This is in fact the crux of the problem. By significantly increasing monitoring of areas with higher crime rates, you inadvertently create a vicious cycle feedback loop: The more you monitor an area, the more samples you get, biasing the stats (because your sampling is no longer uniform). Then these stats are used to justify more monitoring and policing in the area, further biasing your data.
So by monitoring an area with high crime rate, you catch more crime, which results in more policing for the area with a confirmed high crime rate?
And that's a bad thing?
First of all, unless you’re completely overwhelmed and not even bothering to enforce certain laws, you’re going to find out about most of the serious crime that takes place. Law enforcement is made aware of homicides either through missing persons reports or the discovery of dead bodies. Armed robberies and grand theft are usually reported if, for no other reason, than to create a paper trail for insurance claims. People who get shot or stabbed badly enough to end up in a hospital, end up in a hospital so there’s a reporting mechanism there. It’s not normal for most major crimes to happen completely outside of the attention of law enforcement unless things have gone very very wrong (which admittedly they have in many American cities). And much of the time, you can infer where these crimes happened.
The benefit of increasing patrols and surveillance in a specific area is more about gathering evidence to solve crimes, and less about discovering those crimes to begin with. In some cases you might end up discovering more crime (especially when gangs are involved and people are intimidated into not reporting crimes) but if you monitor areas where any serious crime would already get reported in the first place, you won’t actually find more serious crime there.
> Conversations recorded by ShotSpotter sensors have twice been introduced as evidence in criminal trials. In one case the court allowed it, in another the court did not.
Even in cases where they're not used at trial, they're still used to generate suspicion. I don't know if you've ever had cops on your ass, but it's super stressful, and can impact your job (because they start harassing you at work and you get fired). Depending on how much of a dick the cop is, he may just arrest you for shit and giggles, and now you have an arrest record that fucks up all sorts of things in your life (he's got qualified immunity so what does he care).
This basically amounts to pervasive harassment of a community, and the more surveillance there is, the worse it gets, the less the locals will trust or cooperate with police, the more "us vs them" it gets between citizens and police, the more heavy-handed police response becomes, the less likely people are to solve their differences using the police, the more chaotic a community becomes. This is what oppression looks like.
The farce is the utter failure of the 'survalience state' to actually catch and prosecute people.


**PROBLEM DESCRIPTION**
Scan the listing below. Copy each line that contains "Entregar".

—————

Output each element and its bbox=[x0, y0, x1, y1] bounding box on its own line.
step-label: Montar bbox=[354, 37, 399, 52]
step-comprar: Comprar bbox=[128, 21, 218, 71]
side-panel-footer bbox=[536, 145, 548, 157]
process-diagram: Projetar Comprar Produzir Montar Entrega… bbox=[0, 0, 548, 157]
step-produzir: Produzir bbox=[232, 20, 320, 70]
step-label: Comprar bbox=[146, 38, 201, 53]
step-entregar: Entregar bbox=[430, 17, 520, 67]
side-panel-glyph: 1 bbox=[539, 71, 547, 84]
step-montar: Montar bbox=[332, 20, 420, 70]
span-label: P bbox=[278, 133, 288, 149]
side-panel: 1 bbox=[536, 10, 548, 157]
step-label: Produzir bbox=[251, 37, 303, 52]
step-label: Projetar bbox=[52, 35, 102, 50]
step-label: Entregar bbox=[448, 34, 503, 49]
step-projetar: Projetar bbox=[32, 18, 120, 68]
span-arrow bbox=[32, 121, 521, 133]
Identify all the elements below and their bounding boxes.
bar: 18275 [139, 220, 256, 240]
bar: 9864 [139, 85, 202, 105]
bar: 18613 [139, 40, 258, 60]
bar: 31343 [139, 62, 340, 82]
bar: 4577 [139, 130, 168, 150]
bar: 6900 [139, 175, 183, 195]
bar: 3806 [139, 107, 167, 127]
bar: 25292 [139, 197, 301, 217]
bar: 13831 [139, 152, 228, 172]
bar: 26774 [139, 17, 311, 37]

—————

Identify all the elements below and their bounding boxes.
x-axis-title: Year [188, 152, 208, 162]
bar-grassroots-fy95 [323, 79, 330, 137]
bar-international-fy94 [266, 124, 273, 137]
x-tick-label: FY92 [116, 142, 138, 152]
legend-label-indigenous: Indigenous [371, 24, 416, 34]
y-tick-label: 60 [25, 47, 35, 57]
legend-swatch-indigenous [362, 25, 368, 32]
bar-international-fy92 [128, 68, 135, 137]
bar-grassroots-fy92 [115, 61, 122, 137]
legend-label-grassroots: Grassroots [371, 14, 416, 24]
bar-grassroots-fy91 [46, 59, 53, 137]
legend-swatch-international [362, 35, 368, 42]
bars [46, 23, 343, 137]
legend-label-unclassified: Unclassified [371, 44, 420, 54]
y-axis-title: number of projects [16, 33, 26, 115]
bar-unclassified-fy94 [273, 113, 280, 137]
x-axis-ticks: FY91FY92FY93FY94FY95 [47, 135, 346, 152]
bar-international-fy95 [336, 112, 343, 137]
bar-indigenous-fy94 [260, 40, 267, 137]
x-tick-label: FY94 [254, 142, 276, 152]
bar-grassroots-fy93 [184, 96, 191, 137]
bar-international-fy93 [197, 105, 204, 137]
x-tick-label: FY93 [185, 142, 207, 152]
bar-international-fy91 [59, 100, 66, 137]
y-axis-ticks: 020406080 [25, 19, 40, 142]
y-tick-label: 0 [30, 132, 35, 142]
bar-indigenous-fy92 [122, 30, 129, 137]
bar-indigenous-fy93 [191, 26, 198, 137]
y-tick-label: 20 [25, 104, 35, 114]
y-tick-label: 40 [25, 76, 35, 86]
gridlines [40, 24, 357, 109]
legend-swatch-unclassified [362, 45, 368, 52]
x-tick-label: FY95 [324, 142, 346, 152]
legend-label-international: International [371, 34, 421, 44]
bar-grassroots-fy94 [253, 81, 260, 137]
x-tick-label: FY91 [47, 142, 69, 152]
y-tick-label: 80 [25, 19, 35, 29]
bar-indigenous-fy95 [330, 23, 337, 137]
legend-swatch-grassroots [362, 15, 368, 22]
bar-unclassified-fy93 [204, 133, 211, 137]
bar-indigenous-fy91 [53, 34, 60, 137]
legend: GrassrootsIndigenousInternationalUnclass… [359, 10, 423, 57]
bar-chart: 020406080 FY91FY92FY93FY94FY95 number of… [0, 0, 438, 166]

—————

**OUTPUT OF THE TASK**
step-entregar: Entregar bbox=[430, 17, 520, 67]
step-label: Entregar bbox=[448, 34, 503, 49]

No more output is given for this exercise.